Android’s App Inventor: Drag and Drop Programming

It took a while, but Friday afternoon I finally got an invite to use Google’s App Inventor program. What is App Inventor? It’s Google’s attempt to simplify building apps for Android devices. Apps are built using a drag and drop interface, and reflected instantly on a connected Android device.
App Inventor UI screenshot

I was skeptical about the system’s ability to produce apps of any real functionality, but I was happy to be proven mostly wrong. Building a well-structured UI is admittedly almost impossible, with only basic layout and design tools available. But the app inventor does provide easy access to surprisingly complex elements of the Android functionality. The GPS, barcode scanner, camera, speech recognition, and accelerometer are among the tools easily usable via drag and drop. After placing buttons and labels to design the UI, a separate drag and drop interface is used to establish how those elements interact with each other. A series of blocks click into each other, with a bit of typing to provide some details.

Blocks Editor

It’s a nice system, and my skepticism about App Inventor’s potential beyond the toy level was quickly overcome. I ran through the first tutorial app (touch the picture of a cat and it meows! This didn’t help my skepticism…) in a few minutes. Less than an hour later I’d built an app to search the UNC catalog via an ISBN barcode scan. It relies heavily on our existing catalog webapp to do the actual search, but still! I mastered using the barcode scanner for apps in less than an hour. My previous attempt at Android programming (in Java, before App Inventor existed) took me four hours to build an app that simply displays an image. And that simple task drew on every single bit of programming know-how I could dredge up from my undergrad days.

The barrier to entry for using App Inventor is almost absurdly low. My slight background in programming did help, and I would have taken a bit longer if I wasn’t familiar with things like variables and function returns. But the point of App Inventor is that I wasn’t required to know those things in advance. I could have picked it up in a little extra time. This kind of setup seems perfect for intro-level computer science courses, teaching basic programming concepts while retaining the satisfaction of seeing a fully functional app at the end. Google definitely realizes this and is targeting educators as potential users.

App Inventor is clearly still a beta product, with some notable limitations. Apps built in App Inventor can’t be distributed in the Android Market. The install files need to be manually distributed to phones. There’s also no resulting Java source code to tweak for more advanced purposes. And disappointingly, using APIs beyond a prescribed few (Twitter, Amazon, etc) involves more complicated Python coding. There’s also some strange odds and ends, like not being able to change the app’s icon.

I’m not under any illusions that App Inventor apps will someday replace Java-coded apps. But it got me excited about programming in a way I haven’t been in years. That’s gotta count for something.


* **Work to complete**
Show each line from the listing that includes the word "click".
**** Given entries ****
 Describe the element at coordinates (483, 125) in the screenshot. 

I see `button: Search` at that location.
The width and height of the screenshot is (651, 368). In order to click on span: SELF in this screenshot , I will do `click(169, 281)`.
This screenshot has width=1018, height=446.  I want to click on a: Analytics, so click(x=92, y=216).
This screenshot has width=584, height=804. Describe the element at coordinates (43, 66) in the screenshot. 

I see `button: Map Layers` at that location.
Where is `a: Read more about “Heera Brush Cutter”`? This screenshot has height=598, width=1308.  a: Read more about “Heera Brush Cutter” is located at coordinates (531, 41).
****
**** Given entries ****
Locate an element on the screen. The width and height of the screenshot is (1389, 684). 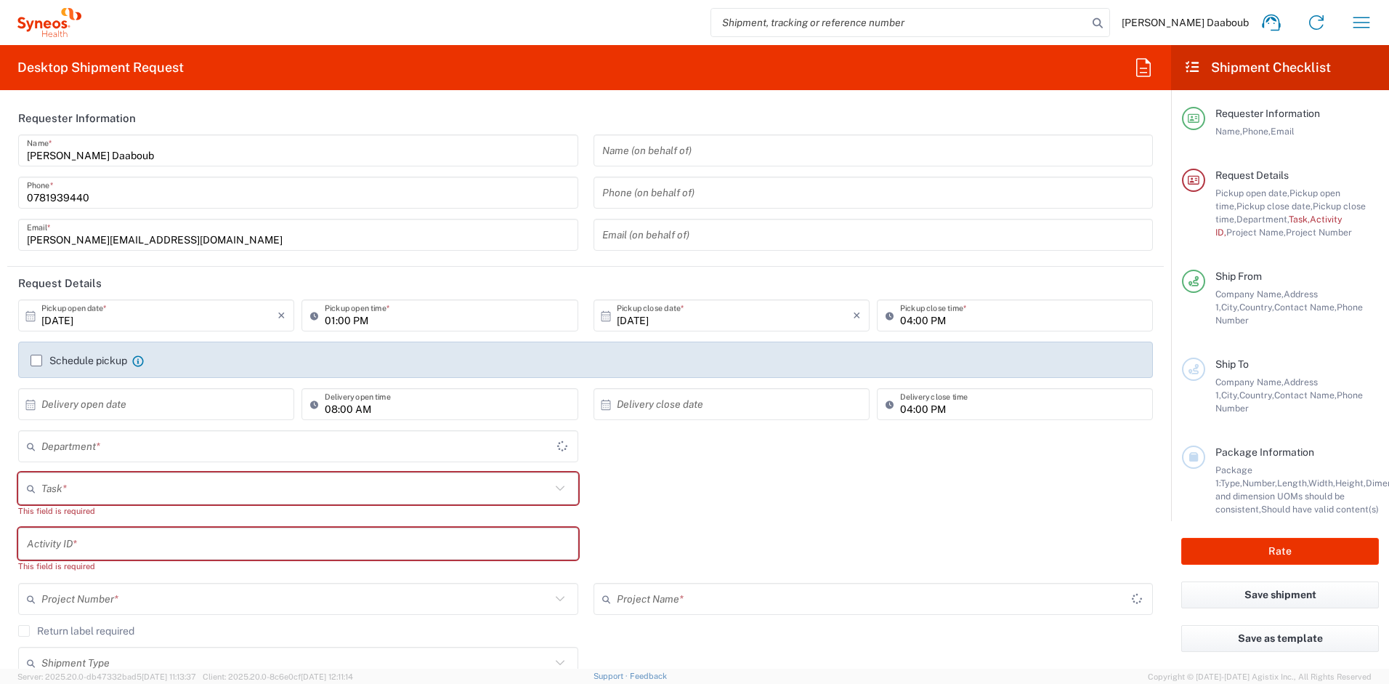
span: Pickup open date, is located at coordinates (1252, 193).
****
* **Your solution**
The width and height of the screenshot is (651, 368). In order to click on span: SELF in this screenshot , I will do `click(169, 281)`.
This screenshot has width=1018, height=446.  I want to click on a: Analytics, so click(x=92, y=216).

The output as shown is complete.